Micro Review [Film]: This Island Earth


The Meat

In This Island Earth, a scientist/jet pilot named Cal Meacham (the impossibly deep-voiced Rex Reason, which was his real name, apparently) orders some science parts out of a mysterious catalog, and follows the instructions -- which clearly did NOT come from Ikea -- to build a super-advanced wireless video telecom device that converses with an alien named Exeter. That Exeter is clearly an alien is utterly lost on Meacham and his assistant. So Exeter sends a magical, self-piloting plane to pick up Meacham and whisk him away to a secret science facility in Georgia that looks like an equestrian center/country club. Meacham falls in with Dr. Ruth Adams ("Dr. Ruth," hee-hee), an old girlfriend who pretends not to know him, and another scientist, Steve Carlson (Russell "The Professor from Gilligan's Island" Johnson). They finally figure out Exeter "ain't from these parts," and after The Professor makes one of the most odd and ill-fated filmic attempts to escape from an alien death-ray, Meacham and Dr. Ruth accompany Exeter to Metaluna. Exeter's home planet, Metaluna is constantly under attack by Zagons, who keep shooting radioactive meteors at the planet, threatening its existence.

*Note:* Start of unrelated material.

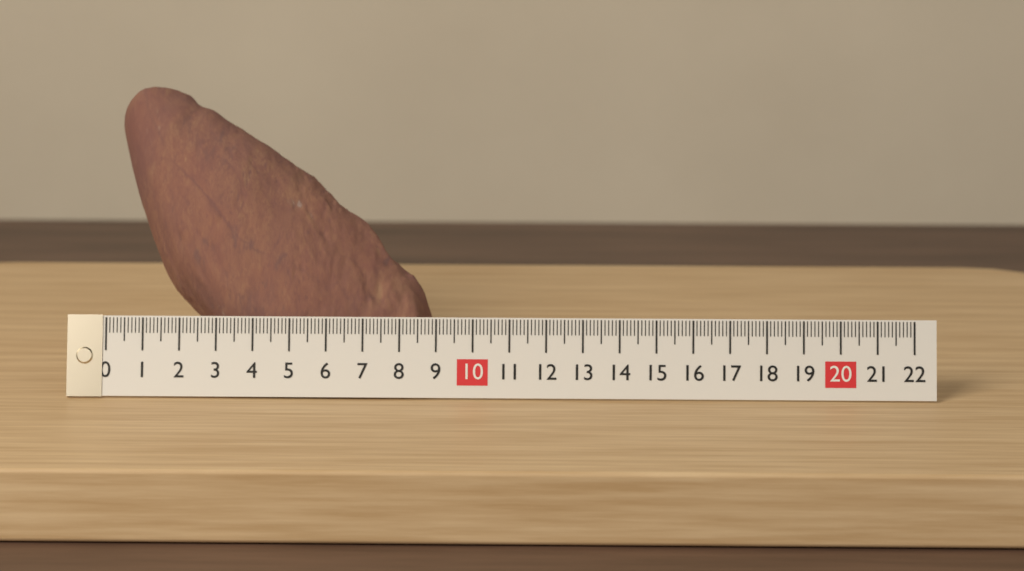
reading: 8.8 (no unit)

This Island Earth is one of those movies held up as an exemplar of great 50s sci-fi, and it appears that it earned much of this reputation upon initial release back in 1955. The warm critical reception that welcomed it seems to owe a lot to the fact that it was 1) in color, and 2) had some special photographic effects. Both of these things were new at the time, and probably wowed the heck out of people seeing this stuff in a movie for only the first or second time. The movie made a big impression on kids like Steven Spielberg and other young sci-fi fans who would go on to reference This Island Earth in other films, documentaries, and books when they grew up.

The problem is, color and special effects aren't new anymore. And maybe you've had the experience of flat loving a film as a kid, only to revisit it later and think "You know, this actually kinda sucks." You'd rather have left alone the really good movie you remembered in your head, instead of burdening it with the actual, sorta crappy movie that exists out in the world where the rest of us live. I think we can pretty safely put This Island Earth in that bucket. The gaping, jaw-droppingly "wha?" plot turns and broken science may have paled in comparison to the awesomeness of the special effects in 1955, but not so much any more.

The Math

Objective Quality: 6/10

Bonuses: +1 for having one of the more iconic 50s sci-fi monsters; +1, the customary bump for an early appearance by Russell "The Professor from Gilligan's Island" Johnson.

Penalties: -1 for woefully under-utilizing that cool sci-fi monster; -1 for moving the characters around like cardboard cutouts, rather than even attempting to give them sensible motivations for their actions; -1 for making an utter mockery of science. I mean, by 1955 we must have known that shooting a planet with some meteors wouldn't turn it into a star, right? I mean, we must've know that.

Cult Value Coefficient: 5/10

[See explanation of our non-inflated scores here.]

Also of note, this interesting essay by Errol Morris about a strange echo from This Island Earth in Douglas Sirk's 1959 racial drama Imitation of Life with Lana Turner.